PNM is traveling around New Mexico hosting public meetings, complete with cookies and coffee, to discuss the future of electricity in the state. This past Tuesday’s meeting at the Santa Fe Community College drew about 30 members of the public, and although I could only stomach the first hour, that was enough to reach an important conclusion: Investor-owned utility companies such as PNM will never provide community benefits. They simply can’t.
Inherently, many of us know that we should be angry at PNM. We sense that something isn’t right with them, even if we can’t finger exactly what it is. We think they should burn less coal, stop raising rates, and give their executives a pay cut. These issues surface at public meetings, and although they may be true, they distract us from a much larger realization.
The real problem with electric utilities is that their business practices are every bit as dangerous as Wall Street banks flying high on derivatives or multinational oil giants hooked on deepwater drilling. Electric utilities continue to build central power plants connected to interstate transmission corridors – a practice so dangerous that it has taken the world’s climate to the ragged edge of instability. And, like the bankers and the oil barrens, they do it because it solidifies their power and ensures that we will continue to depend on them.
The ability of the electric power system to inflict great harm on communities and the planet is well established, but it’s ability to do the opposite – to yield enormous benefits – has barely been explored.
Watch more free documentariesThe decline of cheap liquid fossil fuels may be our salvation from the drastic impacts of climate change. This film is another look at where we are headed. This is not a political issue. It's all about the math.
We have all seen the commercials about America’s “new” 100 year natural gas supply. If history is any guide, estimates of any new energy reserve are almost always inflated to lure money from would-be investors. As natural gas prices have steadily increased over the last few years, they have spurred interest in the development of “unconventional” resources, such as shale gas. But how much of this new gas reserve can be produced economically, and at what rate of production relative to demand?

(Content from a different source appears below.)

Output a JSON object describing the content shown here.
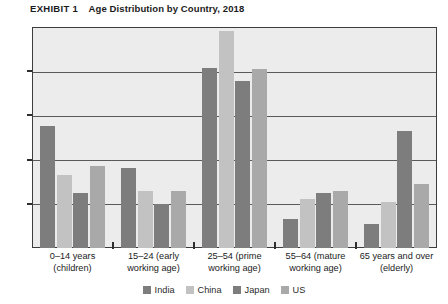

Today, enormous new reserves of natural gas can be extracted from shale formations with a newly developed technique, called hydro-fracturing. This is a process whereby horizontal drilling is combined with pressurized water to fracture the shale rock and allow the natural gas to be extracted via a perforated pipe at the bottom of the well. This technology allows us to extract the gas we already knew was there. In fact, often these "new" shale gas fields were impermeable “caps” on top of conventional gas and oil reservoirs and were historically drilled through to access the gas and oil beneath.
While are seeing an explosion in shale gas production, the horizontal wells that are being drilled are widely known to decline in output rapidly (60%) after the first 12 months of production. Some reports show by the fourth year the wells are not economical to operate. We are also seeing the energy return on energy invested, or EROEI, rapidly declining for new sources of “conventional” natural gas. Petroleum geologist Jean Laherrère believes that this decline in conventional natural gas production in North America will accelerate in the next two to three years.
“Necessity is the mother of invention.” Throughout the history of human civilization, it has been necessity that has always fueled new inventions. However, time and again these inventions were often driven by the desire to make something cheaper or more affordable. Cheapness, not necessity, is the mother of innovation.
However, if we stick with the original premise of necessity, then why isn’t Bangladesh a technological utopia?
That answer would appear quite obvious: a lack of energy, capital, and resources. During the Great Depression of the 1930’s, the lack of capital was the limiting factor; we had plenty of energy and plenty of resources. Today, not so much. Some might say if necessity is the mother of invention, originality is its father. However, in a peak oil world, energy is going to be the father of invention.
I see people posting articles time and time again, saying we will just build it; nuclear plants, wind farms, ethanol plants, solar arrays, etc. That we sell human ingenuity short; like available energy has nothing to with it. Eric Schmidt, the CEO of Google has said, "To address our economic problems and create jobs, we need to put innovation first," Schmidt said.
As we enter the End of the Age of Oil, a transition to other forms of energy will be required. I think everyone can agree that in the long run they should all be sustainable energies based upon the received solar flux in the form of direct solar, wind, or other solar driven sources.
Steven Chu, the Nobel Prize-winning physicist who is President-elect Barack Obama's choice for energy secretary, has been a vocal advocate for more research into alternative energy, arguing that a shift away from fossil fuels is essential to combat global warming, not to mention, the peaking of world oil production.
Energy sources such as wind, solar and biofuels are fast expanding their reach in the market. Can they grow fast enough, given their current miniscule contribution, to fill the gap of oil decline? Over the past 10 years, the installed capacity of solar energy has increased by 700%, while wind energy capacity has expanded more than thirteen-fold. That translates to 10-year annual growth rates of nearly 22% and 30%, respectively, which far exceed the single digit growth rates of many current energy economies.